Despite being in no way affiliated with the brutal actions of these teens, activist movement Black Lives Matter was falsely implicated within 24 hours, with the hashtag “#BLMkidnapping” mentioned approximately 480,000 times on Twitter and quickly emerging as a top trending topic. The use of #BLMkidnapping following this event revealed how outliers in a community can aggravate stereotypes against marginalized groups.

The event rekindled stereotypical dialogue in mainstream media and was the catalyst to an outpouring of racialized generalizations and rhetoric on the internet, including #BLMkidnapping. Many people took the horrific actions of these four black youths, who had no affiliation with the Black Lives Matter movement, and associated them with BLM anyway.

Although the incident was despicable, the resulting #BLMkidnapping helped to reveal an ugly truth about society’s expectations for minorities to renounce other members of their group. There is a tacit expectation ignited by prejudicial undertones that pressures the average law-abiding individual to overcompensate, forcing the many African-American college students or Muslim-American teens to disavow these obviously grotesque crimes of the few.
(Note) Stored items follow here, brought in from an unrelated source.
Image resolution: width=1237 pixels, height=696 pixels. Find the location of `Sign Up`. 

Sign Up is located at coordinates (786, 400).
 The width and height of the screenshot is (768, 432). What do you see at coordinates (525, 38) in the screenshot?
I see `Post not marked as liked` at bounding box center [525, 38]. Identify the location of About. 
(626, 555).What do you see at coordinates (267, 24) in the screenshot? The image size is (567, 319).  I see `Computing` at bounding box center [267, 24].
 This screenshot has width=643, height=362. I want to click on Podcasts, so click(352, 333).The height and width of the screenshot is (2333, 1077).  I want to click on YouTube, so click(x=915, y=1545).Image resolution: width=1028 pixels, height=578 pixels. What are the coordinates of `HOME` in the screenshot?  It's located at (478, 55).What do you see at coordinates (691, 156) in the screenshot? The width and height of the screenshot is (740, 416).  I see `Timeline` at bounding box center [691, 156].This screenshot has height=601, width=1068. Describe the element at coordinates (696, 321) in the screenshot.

During times like this, the silence of a minority group is equated with complacency. As a Muslim, I cringe when terrorist attacks occur. That is often followed by the pressure of feeling as though I must speak out against such an injustice simply because I am Muslim.

Instead of giving us the benefit of the doubt based on our common humanity, the actions of a few are used to label the character of an entire group. The media painted the actions of these four black youths as a problem within the black community — as if black students regularly harass and physically harm disabled white students.

This portrayal parallels the characterization of Islamic fundamentalism as a “vicious cancer inside the body of 1.7 billion people on this planet” which “has to be excised,” according to National Security Adviser Lt. Gen. Mike Flynn back in August. I cower at these descriptions, knowing that they only add to the racial tensions and Islamophobia in the United States.

As important as it is to speak on injustice, when the average law-abiding citizen is expected to disavow every terrible action committed by someone of their race or religion, it permits stereotypes. I should not feel obliged to disavow a terrorist attack solely to avoid being labeled as a fundamentalist.

In her 2009 TED talk, author Chimamanda Adichie spoke on the media’s inherent bias in creating these simplistic portrayals, saying: “The single story creates stereotypes, and the problem with stereotypes is not that they are untrue, but that they are incomplete” — incomplete because terrorism is not a cancer within every Muslim, nor is every black youth a thug.

Some stereotypes are simply stronger than others.

As Adichie noted, we do not read “American Psycho” and think all white men are serial killers — rather, how our stories are told depends upon who holds power. White men are not defined by the serial killer image because power has given them multiple stories; the serial killer is not “the definitive story of that person.”

It is clear that the single story is powerful and allowing outliers to reinforce drastically incorrect stereotypes strengthens it. However, when this story is used to reinforce a narrative — and demands groups to denounce the misbehavior of others within the group — we encounter the innate hypocrisy of this expectation, applied hurriedly to minorities but not to the privileged. We ought to seek a more complex representation of all people, to realize our common humanity instead of allowing differences to divide us.

Anu Osibajo and Isatou Bah are freshmen in the College. Fireside Chats appears every other Tuesday.